From concept to reality, what was the timeline and how many people did it take to create the comic book?

During the course of two months on and off when deadlines allowed it, we had several people drafting the script and developing it to its current state, including Cristian Darstar, the comic illustrator who goes by the pen name Akira, plus Paslaru, Bora, Belu, Pilotti and myself.

In the end, most of our colleagues contributed one way or another, whether it was feedback on the script or sketches, the general storyboard or tech puns. Except for Darstar, it was something completely new for everyone else and definitely a ton of fun. It helped create a setting for people to bring out their creativity in a different way compared to writing code.

The final product was completed the night we gave it to the printer, the day before our team left for Tokyo.

Can you set the scene for how the story unfolds?

It starts by introducing the three main characters who, while attending the OpenStack Summit in an alternative near-future setting, are called back to their headquarters for an emergency.
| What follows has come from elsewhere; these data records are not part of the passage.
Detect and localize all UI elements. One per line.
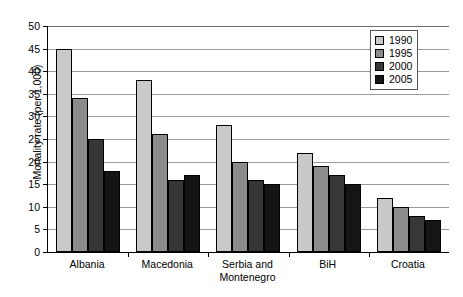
bar[interactable] — [377, 198, 393, 252]
bar-group — [48, 26, 128, 252]
legend-item-label: 2005 — [389, 74, 412, 85]
legend-item[interactable]: 1995 — [375, 47, 412, 60]
bar[interactable] — [168, 180, 184, 252]
bar[interactable] — [329, 175, 345, 252]
bar[interactable] — [297, 153, 313, 252]
legend-item[interactable]: 2000 — [375, 60, 412, 73]
x-axis-label-line: Montenegro — [207, 271, 287, 284]
y-tick-label: 0 — [34, 247, 40, 258]
bar-chart: Mortality rate (per 1,000) 0510152025303… — [0, 0, 463, 297]
bar[interactable] — [152, 134, 168, 252]
x-axis-label: Croatia — [368, 258, 448, 271]
bar[interactable] — [345, 184, 361, 252]
y-tick-label: 45 — [28, 43, 40, 54]
legend-swatch-icon — [375, 75, 384, 84]
x-tick — [289, 252, 290, 257]
x-axis-label: Serbia andMontenegro — [207, 258, 287, 283]
bar[interactable] — [88, 139, 104, 252]
legend-swatch-icon — [375, 36, 384, 45]
bar[interactable] — [232, 162, 248, 252]
bar[interactable] — [248, 180, 264, 252]
y-tick-label: 20 — [28, 156, 40, 167]
bar[interactable] — [425, 220, 441, 252]
legend-item[interactable]: 1990 — [375, 34, 412, 47]
x-axis-label-line: BiH — [288, 258, 368, 271]
y-tick-label: 10 — [28, 202, 40, 213]
legend-swatch-icon — [375, 62, 384, 71]
x-tick — [128, 252, 129, 257]
x-axis-label-line: Macedonia — [127, 258, 207, 271]
x-axis-label: BiH — [288, 258, 368, 271]
x-axis-label: Macedonia — [127, 258, 207, 271]
bar[interactable] — [56, 49, 72, 252]
y-tick-label: 35 — [28, 89, 40, 100]
bar[interactable] — [104, 171, 120, 252]
x-axis-label: Albania — [47, 258, 127, 271]
x-axis-label-line: Croatia — [368, 258, 448, 271]
y-tick-label: 50 — [28, 21, 40, 32]
y-tick-label: 40 — [28, 66, 40, 77]
x-tick — [208, 252, 209, 257]
legend-item-label: 1990 — [389, 35, 412, 46]
x-axis-label-line: Albania — [47, 258, 127, 271]
bar[interactable] — [136, 80, 152, 252]
bar[interactable] — [184, 175, 200, 252]
y-tick — [43, 252, 48, 253]
y-tick-label: 15 — [28, 179, 40, 190]
x-axis-label-line: Serbia and — [207, 258, 287, 271]
x-tick — [369, 252, 370, 257]
bar[interactable] — [393, 207, 409, 252]
legend-swatch-icon — [375, 49, 384, 58]
bar[interactable] — [313, 166, 329, 252]
y-tick-label: 25 — [28, 134, 40, 145]
bar-group — [128, 26, 208, 252]
bar[interactable] — [409, 216, 425, 252]
bar[interactable] — [216, 125, 232, 252]
bar[interactable] — [264, 184, 280, 252]
legend-item-label: 2000 — [389, 61, 412, 72]
legend-item[interactable]: 2005 — [375, 73, 412, 86]
legend-item-label: 1995 — [389, 48, 412, 59]
y-tick-label: 30 — [28, 111, 40, 122]
legend: 1990199520002005 — [370, 30, 418, 90]
bar[interactable] — [72, 98, 88, 252]
bar-group — [208, 26, 288, 252]
bar-group — [289, 26, 369, 252]
y-tick-label: 5 — [34, 224, 40, 235]
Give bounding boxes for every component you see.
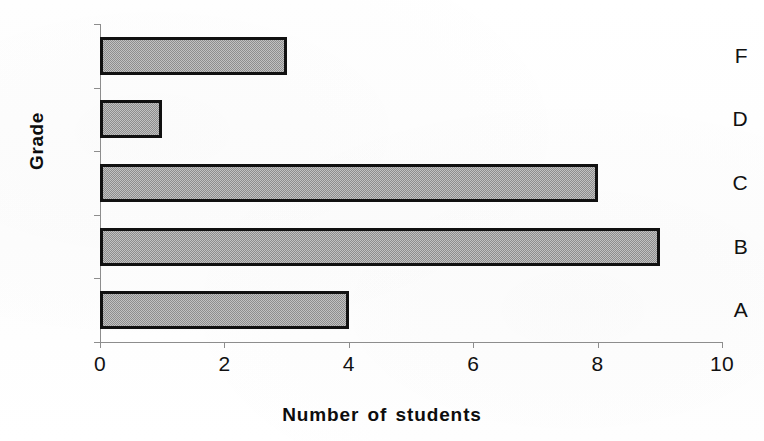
y-axis-title: Grade xyxy=(26,112,48,170)
x-axis-title: Number of students xyxy=(0,404,764,426)
bar-d xyxy=(100,100,162,138)
y-tick-label-b: B xyxy=(708,235,748,259)
y-tick-mark xyxy=(94,151,100,152)
x-tick-label-6: 6 xyxy=(467,352,479,376)
x-tick-label-2: 2 xyxy=(218,352,230,376)
y-tick-mark xyxy=(94,24,100,25)
y-tick-label-a: A xyxy=(708,298,748,322)
y-tick-mark xyxy=(94,88,100,89)
x-tick-mark xyxy=(473,342,474,348)
plot-area xyxy=(100,24,722,342)
x-tick-mark xyxy=(349,342,350,348)
y-tick-mark xyxy=(94,278,100,279)
bar-b xyxy=(100,228,660,266)
x-tick-mark xyxy=(722,342,723,348)
x-tick-label-10: 10 xyxy=(710,352,734,376)
x-tick-mark xyxy=(598,342,599,348)
x-axis-line xyxy=(100,342,722,343)
bar-c xyxy=(100,164,598,202)
x-tick-label-8: 8 xyxy=(592,352,604,376)
bar-chart-figure: Grade FDCBA 0246810 Number of students xyxy=(0,0,764,441)
x-tick-label-0: 0 xyxy=(94,352,106,376)
x-tick-mark xyxy=(224,342,225,348)
y-tick-label-d: D xyxy=(708,107,748,131)
y-tick-mark xyxy=(94,215,100,216)
x-tick-label-4: 4 xyxy=(343,352,355,376)
y-tick-label-c: C xyxy=(708,171,748,195)
bar-f xyxy=(100,37,287,75)
bar-a xyxy=(100,291,349,329)
x-tick-mark xyxy=(100,342,101,348)
y-tick-label-f: F xyxy=(708,44,748,68)
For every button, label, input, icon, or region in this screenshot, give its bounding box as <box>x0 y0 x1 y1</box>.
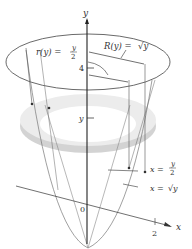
x-tick-label: 2 <box>152 229 157 238</box>
point-right-inner <box>128 167 131 170</box>
y-tick-label: 4 <box>79 64 84 73</box>
outer-vertical-left <box>26 48 32 104</box>
inner-radius-arrow <box>89 75 128 82</box>
y-axis-arrow <box>85 18 89 24</box>
x-axis-arrow <box>164 222 172 227</box>
point-left-outer <box>31 103 34 106</box>
outer-radius-label: R(y) = <box>103 41 132 51</box>
parabola-rhs: √y <box>168 184 178 193</box>
parabola-label: x = <box>150 184 164 193</box>
y-axis-label: y <box>82 8 89 18</box>
inner-radius-num: y <box>71 44 77 52</box>
point-left-inner <box>48 107 51 110</box>
inner-radius-label: r(y) = <box>36 47 61 57</box>
slice-y-label: y <box>78 114 84 123</box>
point-right-outer <box>144 171 147 174</box>
parabola-label-leader <box>123 184 138 187</box>
outer-label-leader <box>121 50 126 58</box>
washer-method-figure: y x 0 4 2 y r(y) = y 2 R(y) = √y x = y 2… <box>0 0 192 249</box>
line-num: y <box>170 160 176 168</box>
line-label-leader <box>108 170 138 171</box>
line-den: 2 <box>170 169 174 177</box>
outer-radius-arrow <box>89 52 144 64</box>
line-label: x = <box>150 165 164 174</box>
outer-radius-rhs: √y <box>138 41 148 51</box>
washer-ring <box>20 94 156 153</box>
inner-radius-den: 2 <box>71 53 75 61</box>
origin-label: 0 <box>80 205 85 214</box>
inner-label-leader <box>88 62 108 75</box>
x-axis <box>16 186 170 226</box>
x-axis-label: x <box>176 222 181 232</box>
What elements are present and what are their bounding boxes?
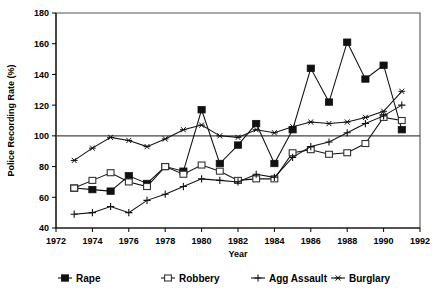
- legend-label: Burglary: [349, 273, 391, 284]
- x-tick-label: 1984: [264, 236, 284, 246]
- series-rape: [71, 39, 406, 194]
- x-tick-label: 1972: [46, 236, 66, 246]
- y-tick-label: 180: [34, 8, 49, 18]
- x-tick-label: 1982: [228, 236, 248, 246]
- legend-label: Rape: [76, 273, 101, 284]
- series-agg-assault: [71, 102, 406, 218]
- y-tick-label: 120: [34, 101, 49, 111]
- legend-label: Agg Assault: [269, 273, 328, 284]
- series-burglary: [71, 89, 405, 163]
- y-tick-label: 140: [34, 70, 49, 80]
- legend-item-burglary[interactable]: Burglary: [331, 273, 391, 284]
- x-tick-label: 1990: [374, 236, 394, 246]
- x-tick-label: 1978: [155, 236, 175, 246]
- x-axis: 1972197419761978198019821984198619881990…: [46, 228, 430, 246]
- legend-item-rape[interactable]: Rape: [58, 273, 101, 284]
- legend-item-agg-assault[interactable]: Agg Assault: [251, 273, 328, 284]
- legend-item-robbery[interactable]: Robbery: [161, 273, 220, 284]
- line-chart: 406080100120140160180 197219741976197819…: [0, 0, 444, 297]
- y-tick-label: 100: [34, 131, 49, 141]
- x-axis-title: Year: [228, 249, 248, 259]
- x-tick-label: 1988: [337, 236, 357, 246]
- x-tick-label: 1974: [82, 236, 102, 246]
- y-tick-label: 160: [34, 39, 49, 49]
- x-tick-label: 1992: [410, 236, 430, 246]
- chart-legend: RapeRobberyAgg AssaultBurglary: [58, 273, 391, 284]
- x-tick-label: 1980: [192, 236, 212, 246]
- y-tick-label: 40: [39, 223, 49, 233]
- y-axis: 406080100120140160180: [34, 8, 56, 233]
- chart-container: 406080100120140160180 197219741976197819…: [0, 0, 444, 297]
- y-tick-label: 60: [39, 193, 49, 203]
- y-axis-title: Police Recording Rate (%): [6, 64, 16, 176]
- x-tick-label: 1986: [301, 236, 321, 246]
- y-tick-label: 80: [39, 162, 49, 172]
- data-series-group: [71, 39, 406, 218]
- legend-label: Robbery: [179, 273, 220, 284]
- x-tick-label: 1976: [119, 236, 139, 246]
It turns out that an invader from space called Vendor Lock-In is taking control of the Neo-Tokyo’s resources by installing closed-source software, prompting the reaction of our heroes. The story unfolds with our heroes piloting their giant robots (Nova, Neutron, Cinder) to fight against the Vendor Lock-In monster, and, as one might expect given the context, winning when joining forces in the OpenStack mecha-robot.

We hope you have as much fun reading it as we had creating it!